Prince Philip was clearly in skittish mood as he went on a separate tour, taking in the engine control room, rubbish incinerator, bridge and hospital.

But he may have preferred to have been in one of the liner's many watering holes if his conversation with purser Claudette Kirkwood was anything to go by.

"He said 'there are a lot of bars on board. You could have one big pub crawl'," confessed the 31-year-old from Bedfordshire.

"The bar manager answered 'yes, we've got 21 bars on board'."

Shortly afterwards the duke was shown QM2's mortuary fridge in the ship's hospital by senior medical officer Dr Martin Carroll.
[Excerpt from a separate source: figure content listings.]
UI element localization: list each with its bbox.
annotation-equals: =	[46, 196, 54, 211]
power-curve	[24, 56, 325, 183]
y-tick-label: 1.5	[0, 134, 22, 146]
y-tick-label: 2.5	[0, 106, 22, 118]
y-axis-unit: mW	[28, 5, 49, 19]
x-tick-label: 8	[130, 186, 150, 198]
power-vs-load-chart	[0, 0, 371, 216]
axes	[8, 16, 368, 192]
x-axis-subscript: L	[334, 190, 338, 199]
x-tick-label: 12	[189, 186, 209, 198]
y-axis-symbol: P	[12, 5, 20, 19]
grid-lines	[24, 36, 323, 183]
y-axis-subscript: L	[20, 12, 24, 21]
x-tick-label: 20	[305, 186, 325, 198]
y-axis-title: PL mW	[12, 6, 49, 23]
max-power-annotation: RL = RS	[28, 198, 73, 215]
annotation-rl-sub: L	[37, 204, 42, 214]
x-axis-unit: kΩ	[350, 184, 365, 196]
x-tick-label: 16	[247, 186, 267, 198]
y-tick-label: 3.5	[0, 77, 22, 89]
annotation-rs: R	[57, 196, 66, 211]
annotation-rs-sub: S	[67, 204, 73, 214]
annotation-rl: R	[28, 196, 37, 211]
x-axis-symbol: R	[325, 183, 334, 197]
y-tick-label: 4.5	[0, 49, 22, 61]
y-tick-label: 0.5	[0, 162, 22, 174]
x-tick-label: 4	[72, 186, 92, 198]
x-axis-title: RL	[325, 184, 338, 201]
He told Prince Philip how there are normally only three or four deaths on board Cunard liners each year - and they were usually the terminally ill, who decided to live out their last days to the full and die in style.

Gazing into the opened mortuary - normally kept at a temperature just above freezing - the Duke of Edinburgh mused out loud: "So they book one of these in advance, eh?"

He also watched as senior nursing officer Lorraine Hughes-Smith was lifted by electric chair into a bath, designed for the disabled.

The 36-year-old, from Doncaster, south Yorkshire, said her husband of seven months was meeting the Queen that day in his capacity as QM2's service's manager.

"Jason and I met on QE2," she said.

"I can't believe we're both meeting different members of the Royal Family on the same day."

As an admiral of the fleet and a former serving officer in the Royal Navy, Prince Philip was clearly fascinated by the workings of QM2, lingering the longest during the tour in the engine control room and on the bridge, with its panoramic views of the Solent and Southampton.

Here he listened with painstaking care to the answers of his numerous questions about the ship's gas turbines, computer systems and radar.

The duke, who rose to the rank of commander over a decade of service, appeared especially interested with how the officer-of-the-watch gained access to a regular beverage on the bridge - and seemed comforted on being told there was a coffee percolator nearby.

Then, as the tour finished he signed the liner's visitor book beneath his wife's swirling autograph, for which he whipped a gold-topped pen out of his jacket pocket.

"The Queen has been here already has she?" Prince Philip observed.